Social media has poured fuel on the fire. Brides-to-be are served an endless scroll of trends, aesthetics and must-have moments, each one raising the bar for what a wedding is supposed to be. Add in celebrity-obsessed culture and the very natural human desire to signal “you’ve made it,” and it becomes easy to feel like you’re the only person in the world not doing it right. That feeling of inadequacy is exactly what the industry capitalizes on. Couples are not just paying for a wedding any more — they are buying the version of themselves they want the world to see. When that pressure meets a $40,000 price tag, debt is often the path of least resistance.

Credit is not inherently the problem. People finance cars, homes and education all the time. But those things are assets, something that holds value and builds equity and income. A wedding is a single day. When more than two-thirds of couples in 2025 reported using personal loans or credit cards to pay for their weddings, the numbers start to look uncomfortably familiar. Debt taken on to meet an artificially inflated standard, by people who can’t comfortably afford it, propped up by an industry that profits from insecurity. This is not just a personal finance problem, but a systematic one. History doesn’t repeat itself, but it sure does rhyme.  

This raises the question of what happens when the model breaks. The instinct is to assume that the bubble-burst will automatically lead to cheaper weddings. But that probably won’t be how it plays out.  

Consider what happened to Airbnb when rising interest rates and overcrowding broke its model. Prices didn’t fall, but quality sure did. High-quality rentals moved to personal use or longer-term rentals. What remained on the platforms were properties that could not attract longer-term tenants, listed by hosts who were desperate to keep trying.
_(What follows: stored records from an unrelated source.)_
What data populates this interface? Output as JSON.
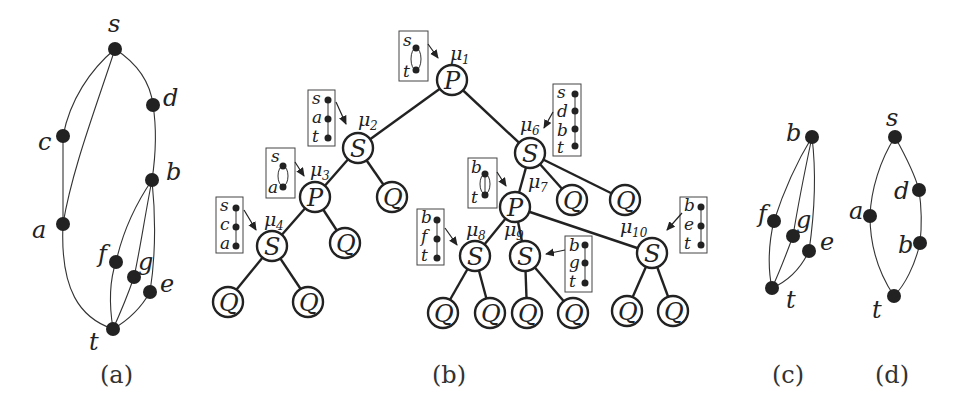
{
  "panels": {
    "a": {
      "caption": "(a)",
      "vertices": [
        {
          "id": "s",
          "label": "s"
        },
        {
          "id": "d",
          "label": "d"
        },
        {
          "id": "c",
          "label": "c"
        },
        {
          "id": "b",
          "label": "b"
        },
        {
          "id": "a",
          "label": "a"
        },
        {
          "id": "f",
          "label": "f"
        },
        {
          "id": "g",
          "label": "g"
        },
        {
          "id": "e",
          "label": "e"
        },
        {
          "id": "t",
          "label": "t"
        }
      ],
      "edges": [
        [
          "s",
          "c"
        ],
        [
          "s",
          "a"
        ],
        [
          "s",
          "d"
        ],
        [
          "c",
          "a"
        ],
        [
          "a",
          "t"
        ],
        [
          "d",
          "b"
        ],
        [
          "b",
          "f"
        ],
        [
          "b",
          "g"
        ],
        [
          "b",
          "e"
        ],
        [
          "f",
          "t"
        ],
        [
          "g",
          "t"
        ],
        [
          "e",
          "t"
        ]
      ]
    },
    "b": {
      "caption": "(b)",
      "tree_nodes": [
        {
          "id": "mu1",
          "type": "P",
          "mu": "μ1",
          "skeleton": [
            "s",
            "t"
          ],
          "skeleton_kind": "parallel"
        },
        {
          "id": "mu2",
          "type": "S",
          "mu": "μ2",
          "skeleton": [
            "s",
            "a",
            "t"
          ],
          "skeleton_kind": "series"
        },
        {
          "id": "mu3",
          "type": "P",
          "mu": "μ3",
          "skeleton": [
            "s",
            "a"
          ],
          "skeleton_kind": "parallel"
        },
        {
          "id": "mu4",
          "type": "S",
          "mu": "μ4",
          "skeleton": [
            "s",
            "c",
            "a"
          ],
          "skeleton_kind": "series"
        },
        {
          "id": "mu6",
          "type": "S",
          "mu": "μ6",
          "skeleton": [
            "s",
            "d",
            "b",
            "t"
          ],
          "skeleton_kind": "series"
        },
        {
          "id": "mu7",
          "type": "P",
          "mu": "μ7",
          "skeleton": [
            "b",
            "t"
          ],
          "skeleton_kind": "parallel"
        },
        {
          "id": "mu8",
          "type": "S",
          "mu": "μ8",
          "skeleton": [
            "b",
            "f",
            "t"
          ],
          "skeleton_kind": "series"
        },
        {
          "id": "mu9",
          "type": "S",
          "mu": "μ9",
          "skeleton": [
            "b",
            "g",
            "t"
          ],
          "skeleton_kind": "series"
        },
        {
          "id": "mu10",
          "type": "S",
          "mu": "μ10",
          "skeleton": [
            "b",
            "e",
            "t"
          ],
          "skeleton_kind": "series"
        }
      ],
      "leaf_label": "Q",
      "node_letters": {
        "P": "P",
        "S": "S",
        "Q": "Q"
      },
      "mu_labels": {
        "mu1": "μ",
        "mu1_sub": "1",
        "mu2": "μ",
        "mu2_sub": "2",
        "mu3": "μ",
        "mu3_sub": "3",
        "mu4": "μ",
        "mu4_sub": "4",
        "mu6": "μ",
        "mu6_sub": "6",
        "mu7": "μ",
        "mu7_sub": "7",
        "mu8": "μ",
        "mu8_sub": "8",
        "mu9": "μ",
        "mu9_sub": "9",
        "mu10": "μ",
        "mu10_sub": "10"
      }
    },
    "c": {
      "caption": "(c)",
      "vertices": [
        {
          "id": "b",
          "label": "b"
        },
        {
          "id": "f",
          "label": "f"
        },
        {
          "id": "g",
          "label": "g"
        },
        {
          "id": "e",
          "label": "e"
        },
        {
          "id": "t",
          "label": "t"
        }
      ],
      "edges": [
        [
          "b",
          "f"
        ],
        [
          "b",
          "g"
        ],
        [
          "b",
          "e"
        ],
        [
          "f",
          "t"
        ],
        [
          "g",
          "t"
        ],
        [
          "e",
          "t"
        ]
      ]
    },
    "d": {
      "caption": "(d)",
      "vertices": [
        {
          "id": "s",
          "label": "s"
        },
        {
          "id": "a",
          "label": "a"
        },
        {
          "id": "d",
          "label": "d"
        },
        {
          "id": "b",
          "label": "b"
        },
        {
          "id": "t",
          "label": "t"
        }
      ],
      "edges": [
        [
          "s",
          "a"
        ],
        [
          "s",
          "d"
        ],
        [
          "d",
          "b"
        ],
        [
          "a",
          "t"
        ],
        [
          "b",
          "t"
        ]
      ]
    }
  }
}
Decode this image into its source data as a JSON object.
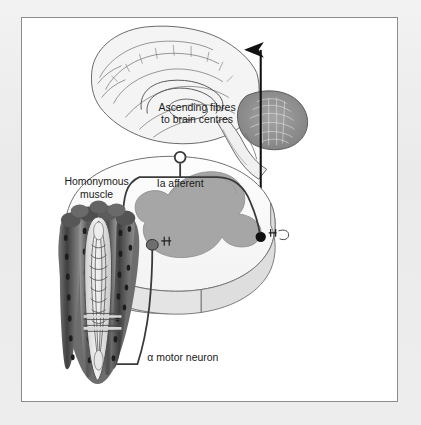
{
  "figure": {
    "type": "anatomical-diagram",
    "background_color": "#ffffff",
    "page_color": "#ededed",
    "frame_border_color": "#8c8c8c",
    "line_color": "#3a3a3a",
    "labels": {
      "ascending_line1": "Ascending fibres",
      "ascending_line2": "to brain centres",
      "homonymous_line1": "Homonymous",
      "homonymous_line2": "muscle",
      "ia_afferent": "Ia afferent",
      "alpha_motor_neuron": "α motor neuron"
    },
    "structures": {
      "brain": {
        "name": "brain-midsagittal",
        "outline_color": "#555555",
        "fill_color": "#f2f2f2",
        "cerebellum_fill": "#8e8e8e"
      },
      "spinal_cord": {
        "name": "spinal-cord-segment",
        "gray_matter_fill": "#a6a6a6",
        "white_matter_fill": "#fbfbfb",
        "surface_fill": "#d6d6d6",
        "outline_color": "#6b6b6b"
      },
      "muscle": {
        "name": "homonymous-muscle",
        "fiber_dark": "#4a4a4a",
        "fiber_mid": "#7c7c7c",
        "fiber_light": "#b5b5b5",
        "spindle_fill": "#dcdcdc",
        "capsule_outline": "#555555"
      },
      "synapse_marker_color": "#111111",
      "arrowhead_color": "#111111"
    }
  }
}
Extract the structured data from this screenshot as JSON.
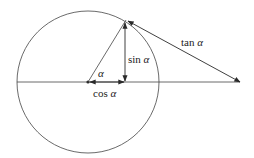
{
  "diagram": {
    "type": "unit-circle-trig",
    "labels": {
      "alpha": "α",
      "sin": "sin ",
      "cos": "cos ",
      "tan": "tan ",
      "alpha_sym": "α"
    },
    "colors": {
      "stroke": "#2a2a2a",
      "text": "#222222",
      "background": "#ffffff"
    }
  }
}
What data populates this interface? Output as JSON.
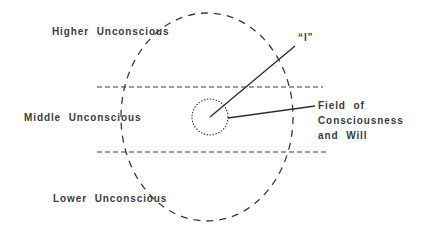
{
  "diagram": {
    "type": "egg-of-consciousness",
    "regions": {
      "higher": "Higher  Unconscious",
      "middle": "Middle  Unconscious",
      "lower": "Lower  Unconscious"
    },
    "self_label": "“I”",
    "field_label": {
      "line1": "Field  of",
      "line2": "Consciousness",
      "line3": "and  Will"
    },
    "colors": {
      "stroke": "#3a3a3a",
      "text": "#3b3b3b",
      "background": "#ffffff"
    }
  }
}
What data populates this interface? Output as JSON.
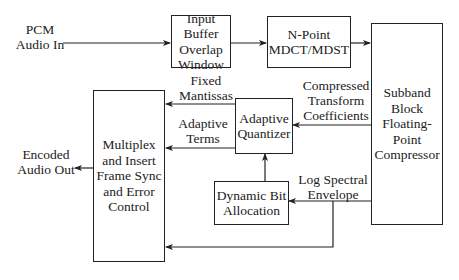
{
  "diagram": {
    "type": "block-diagram",
    "inputs": {
      "pcm_in": "PCM\nAudio In"
    },
    "outputs": {
      "encoded_out": "Encoded\nAudio Out"
    },
    "blocks": {
      "input_buffer": "Input Buffer\nOverlap\nWindow",
      "mdct": "N-Point\nMDCT/MDST",
      "subband": "Subband\nBlock\nFloating-\nPoint\nCompressor",
      "multiplex": "Multiplex\nand Insert\nFrame Sync\nand Error\nControl",
      "quantizer": "Adaptive\nQuantizer",
      "bit_allocation": "Dynamic Bit\nAllocation"
    },
    "edge_labels": {
      "fixed_mantissas": "Fixed\nMantissas",
      "compressed_coeffs": "Compressed\nTransform\nCoefficients",
      "adaptive_terms": "Adaptive\nTerms",
      "log_spectral": "Log Spectral\nEnvelope"
    },
    "colors": {
      "line": "#222222",
      "background": "#ffffff"
    }
  }
}
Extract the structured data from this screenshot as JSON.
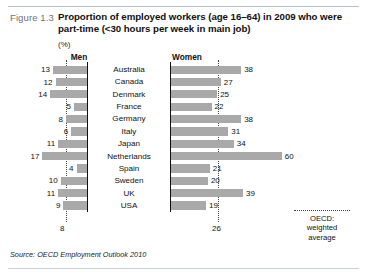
{
  "figure": {
    "label": "Figure 1.3",
    "title": "Proportion of employed workers (age 16–64) in 2009 who were part-time (<30 hours per week in main job)",
    "unit": "(%)",
    "source": "Source: OECD Employment Outlook 2010"
  },
  "legend": {
    "line1": "OECD:",
    "line2": "weighted",
    "line3": "average"
  },
  "headers": {
    "men": "Men",
    "women": "Women"
  },
  "reference": {
    "men_label": "8",
    "women_label": "26"
  },
  "colors": {
    "bar": "#a9a9a9",
    "axis": "#111111",
    "reference_line": "#444444",
    "figure_label": "#6d7278"
  },
  "chart_data": {
    "type": "bar",
    "title": "Proportion of employed workers (age 16–64) in 2009 who were part-time (<30 hours per week in main job)",
    "subtitle": "",
    "xlabel": "(%)",
    "ylabel": "",
    "orientation": "horizontal",
    "layout": "butterfly",
    "grid": false,
    "legend_position": "bottom-right",
    "annotations": [
      "OECD: weighted average (men) = 8",
      "OECD: weighted average (women) = 26"
    ],
    "reference_lines": [
      {
        "series": "Men",
        "value": 8
      },
      {
        "series": "Women",
        "value": 26
      }
    ],
    "xlim_men": [
      0,
      20
    ],
    "xlim_women": [
      0,
      65
    ],
    "categories": [
      "Australia",
      "Canada",
      "Denmark",
      "France",
      "Germany",
      "Italy",
      "Japan",
      "Netherlands",
      "Spain",
      "Sweden",
      "UK",
      "USA"
    ],
    "series": [
      {
        "name": "Men",
        "values": [
          13,
          12,
          14,
          5,
          8,
          6,
          11,
          17,
          4,
          10,
          11,
          9
        ]
      },
      {
        "name": "Women",
        "values": [
          38,
          27,
          25,
          22,
          38,
          31,
          34,
          60,
          21,
          20,
          39,
          19
        ]
      }
    ]
  }
}
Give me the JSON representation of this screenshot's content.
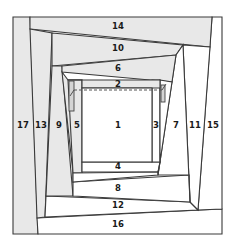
{
  "diagram": {
    "type": "foundation-pieced log-cabin spiral",
    "colors": {
      "line": "#3a3a3a",
      "shaded_piece": "#e8e8e8",
      "unshaded_piece": "#ffffff"
    },
    "pieces": [
      {
        "id": 1,
        "label": "1",
        "shade": "white"
      },
      {
        "id": 2,
        "label": "2",
        "shade": "gray"
      },
      {
        "id": 3,
        "label": "3",
        "shade": "white"
      },
      {
        "id": 4,
        "label": "4",
        "shade": "white"
      },
      {
        "id": 5,
        "label": "5",
        "shade": "gray"
      },
      {
        "id": 6,
        "label": "6",
        "shade": "gray"
      },
      {
        "id": 7,
        "label": "7",
        "shade": "white"
      },
      {
        "id": 8,
        "label": "8",
        "shade": "white"
      },
      {
        "id": 9,
        "label": "9",
        "shade": "gray"
      },
      {
        "id": 10,
        "label": "10",
        "shade": "gray"
      },
      {
        "id": 11,
        "label": "11",
        "shade": "white"
      },
      {
        "id": 12,
        "label": "12",
        "shade": "white"
      },
      {
        "id": 13,
        "label": "13",
        "shade": "gray"
      },
      {
        "id": 14,
        "label": "14",
        "shade": "gray"
      },
      {
        "id": 15,
        "label": "15",
        "shade": "white"
      },
      {
        "id": 16,
        "label": "16",
        "shade": "white"
      },
      {
        "id": 17,
        "label": "17",
        "shade": "gray"
      }
    ],
    "labels": {
      "p1": "1",
      "p2": "2",
      "p3": "3",
      "p4": "4",
      "p5": "5",
      "p6": "6",
      "p7": "7",
      "p8": "8",
      "p9": "9",
      "p10": "10",
      "p11": "11",
      "p12": "12",
      "p13": "13",
      "p14": "14",
      "p15": "15",
      "p16": "16",
      "p17": "17"
    }
  }
}
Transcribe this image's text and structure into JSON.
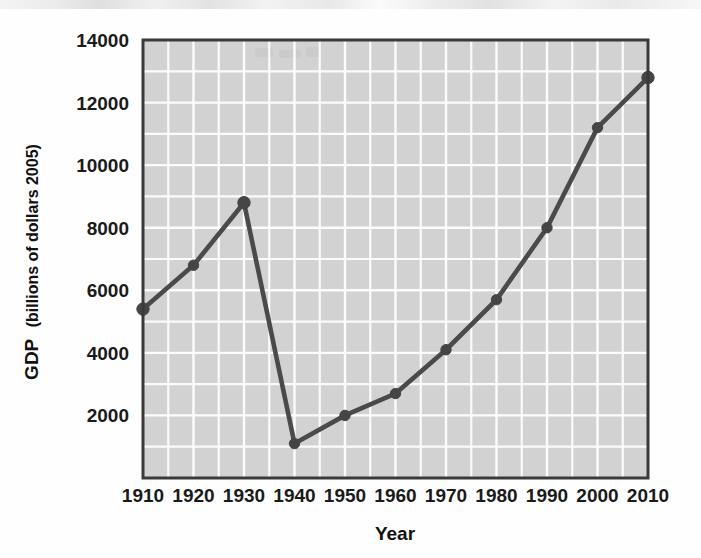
{
  "chart_data": {
    "type": "line",
    "title": "",
    "xlabel": "Year",
    "ylabel": "GDP (billions of dollars 2005)",
    "ylabel_main": "GDP",
    "ylabel_paren": "(billions of dollars 2005)",
    "x": [
      1910,
      1920,
      1930,
      1940,
      1950,
      1960,
      1970,
      1980,
      1990,
      2000,
      2010
    ],
    "xtick_labels": [
      "1910",
      "1920",
      "1930",
      "1940",
      "1950",
      "1960",
      "1970",
      "1980",
      "1990",
      "2000",
      "2010"
    ],
    "values": [
      5400,
      6800,
      8800,
      1100,
      2000,
      2700,
      4100,
      5700,
      8000,
      11200,
      12800
    ],
    "ytick_labels": [
      "2000",
      "4000",
      "6000",
      "8000",
      "10000",
      "12000",
      "14000"
    ],
    "yticks": [
      2000,
      4000,
      6000,
      8000,
      10000,
      12000,
      14000
    ],
    "xlim": [
      1910,
      2010
    ],
    "ylim": [
      0,
      14000
    ],
    "grid": true,
    "grid_y_step": 1000,
    "grid_x_step": 5,
    "legend": "none",
    "series_name": "GDP",
    "marker": "circle",
    "colors": {
      "line": "#4a4a4a",
      "marker": "#454545",
      "plot_background": "#d2d2d2",
      "gridline": "#fcfcfc",
      "frame": "#3a3a3a",
      "text": "#111111",
      "page_background": "#ffffff"
    }
  }
}
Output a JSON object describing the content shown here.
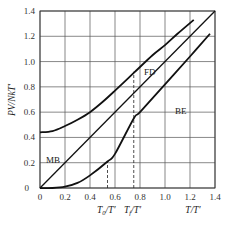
{
  "chart_data": {
    "type": "line",
    "title": "",
    "xlabel": "T/T'",
    "ylabel": "PV/NkT'",
    "xlim": [
      0,
      1.4
    ],
    "ylim": [
      0,
      1.4
    ],
    "grid": true,
    "x_ticks": [
      "0",
      "0.2",
      "0.4",
      "0.6",
      "0.8",
      "1.0",
      "1.2",
      "1.4"
    ],
    "y_ticks": [
      "0",
      "0.2",
      "0.4",
      "0.6",
      "0.8",
      "1.0",
      "1.2",
      "1.4"
    ],
    "series": [
      {
        "name": "MB",
        "x": [
          0,
          1.4
        ],
        "values": [
          0,
          1.4
        ]
      },
      {
        "name": "FD",
        "x": [
          0,
          0.1,
          0.2,
          0.3,
          0.4,
          0.5,
          0.6,
          0.75,
          0.9,
          1.0,
          1.1,
          1.23
        ],
        "values": [
          0.44,
          0.45,
          0.49,
          0.54,
          0.6,
          0.68,
          0.77,
          0.91,
          1.05,
          1.13,
          1.22,
          1.33
        ]
      },
      {
        "name": "BE",
        "x": [
          0,
          0.1,
          0.2,
          0.3,
          0.4,
          0.54,
          0.6,
          0.75,
          0.8,
          1.0,
          1.2,
          1.36
        ],
        "values": [
          0,
          0.0,
          0.01,
          0.04,
          0.1,
          0.21,
          0.27,
          0.55,
          0.6,
          0.82,
          1.04,
          1.22
        ]
      }
    ],
    "annotations": [
      {
        "text": "MB",
        "x": 0.06,
        "y": 0.23
      },
      {
        "text": "FD",
        "x": 0.86,
        "y": 0.93
      },
      {
        "text": "BE",
        "x": 1.09,
        "y": 0.6
      },
      {
        "text": "T0/T'",
        "x": 0.54,
        "type": "dashed-vline",
        "ymax": 0.21
      },
      {
        "text": "Tf/T'",
        "x": 0.75,
        "type": "dashed-vline",
        "ymax": 0.92
      }
    ]
  },
  "labels": {
    "ylabel": "PV/NkT′",
    "xlabel": "T/T′",
    "t0_label_main": "T",
    "t0_label_sub": "0",
    "t0_label_rest": "/T′",
    "tf_label_main": "T",
    "tf_label_sub": "f",
    "tf_label_rest": "/T′",
    "mb": "MB",
    "fd": "FD",
    "be": "BE",
    "origin": "0"
  }
}
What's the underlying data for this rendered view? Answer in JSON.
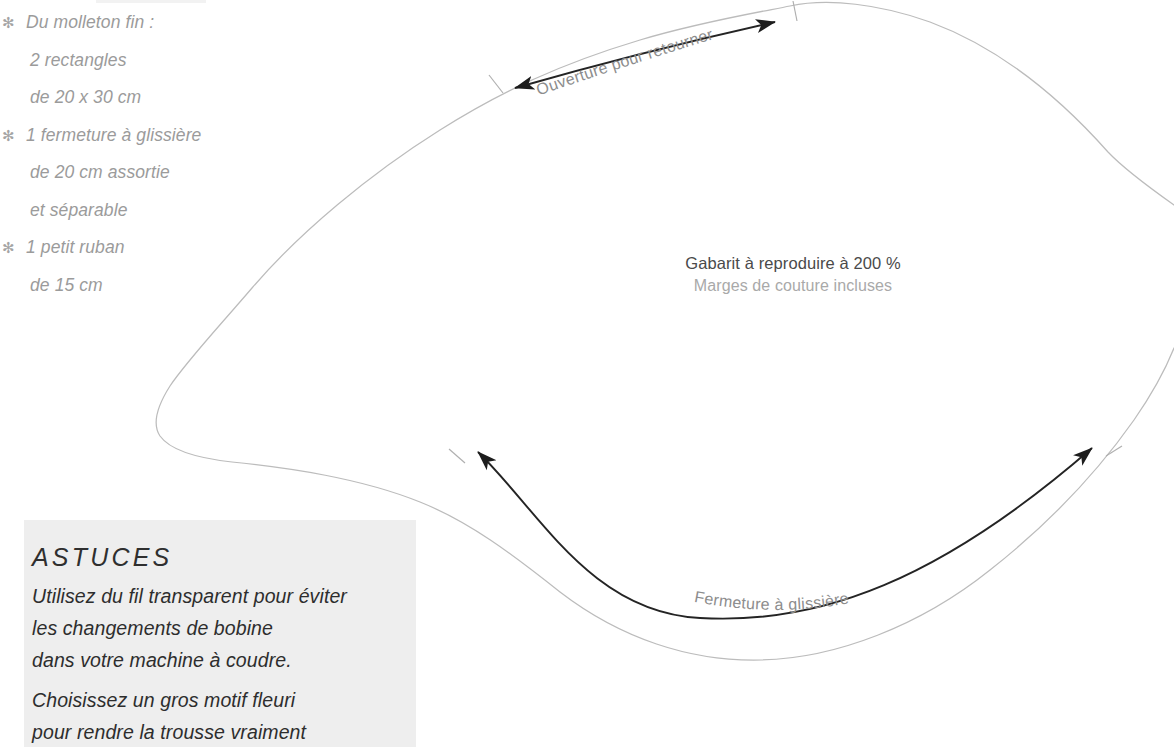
{
  "document": {
    "type": "sewing-pattern-template",
    "language": "fr"
  },
  "materials": {
    "bullet_glyph": "✻",
    "items": [
      {
        "bullet": true,
        "text": "Du molleton fin :"
      },
      {
        "bullet": false,
        "text": "2 rectangles"
      },
      {
        "bullet": false,
        "text": "de 20 x 30 cm"
      },
      {
        "bullet": true,
        "text": "1 fermeture à glissière"
      },
      {
        "bullet": false,
        "text": "de 20 cm assortie"
      },
      {
        "bullet": false,
        "text": "et séparable"
      },
      {
        "bullet": true,
        "text": "1 petit ruban"
      },
      {
        "bullet": false,
        "text": "de 15 cm"
      }
    ]
  },
  "center_caption": {
    "main": "Gabarit à reproduire à 200 %",
    "sub": "Marges de couture incluses",
    "scale_percent": "200 %"
  },
  "pattern_labels": {
    "top_arrow": "Ouverture pour retourner",
    "bottom_arrow": "Fermeture à glissière"
  },
  "astuces": {
    "title": "ASTUCES",
    "paragraphs": [
      [
        "Utilisez du fil transparent pour éviter",
        "les changements de bobine",
        "dans votre machine à coudre."
      ],
      [
        "Choisissez un gros motif fleuri",
        "pour rendre la trousse vraiment"
      ]
    ]
  },
  "colors": {
    "pattern_outline": "#b9b9b9",
    "arrow_dark": "#242424",
    "materials_text": "#9b9b9b",
    "caption_main": "#4a4a4a",
    "caption_sub": "#a9a9a9",
    "astuces_bg": "#eeeeee",
    "astuces_text": "#2d2d2d",
    "label_text": "#8d8d8d",
    "page_bg": "#ffffff"
  }
}
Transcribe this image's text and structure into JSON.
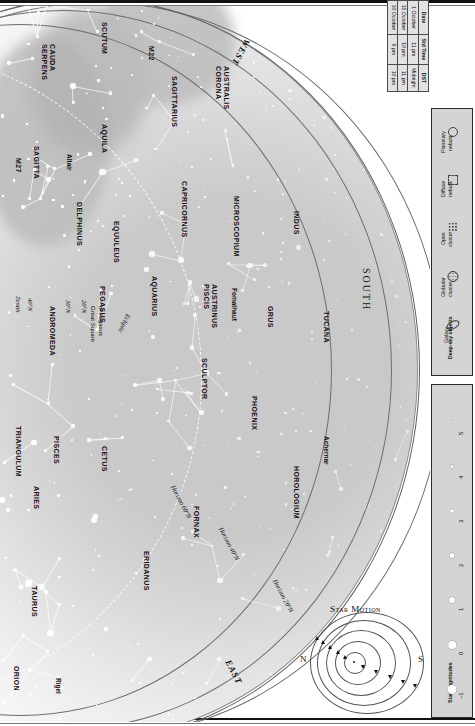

Guests did not get a discount — they got a worse product at the same price.

A wedding industry bust would likely follow a similar trajectory, but unevenly. Wedding venues hold a hard asset that can easily be redeployed into another industry, so prices will likely hold. Photographers have transferable skills and will survive at lower margins. But wedding planners and florists are in a different position. Their adjacent markets are thin, and there is no comparable industry waiting to absorb them. Many will be forced to exit as price wars and closures follow, which will ultimately lead to some level of price stabilization.

Weddings won’t become dramatically more affordable. They will just become less polished. 

Every bubble tells itself it is different. But the wedding industry is not different — it is just dressed up nicer. 

Lydia Love is a senior at North Carolina State University studying economics.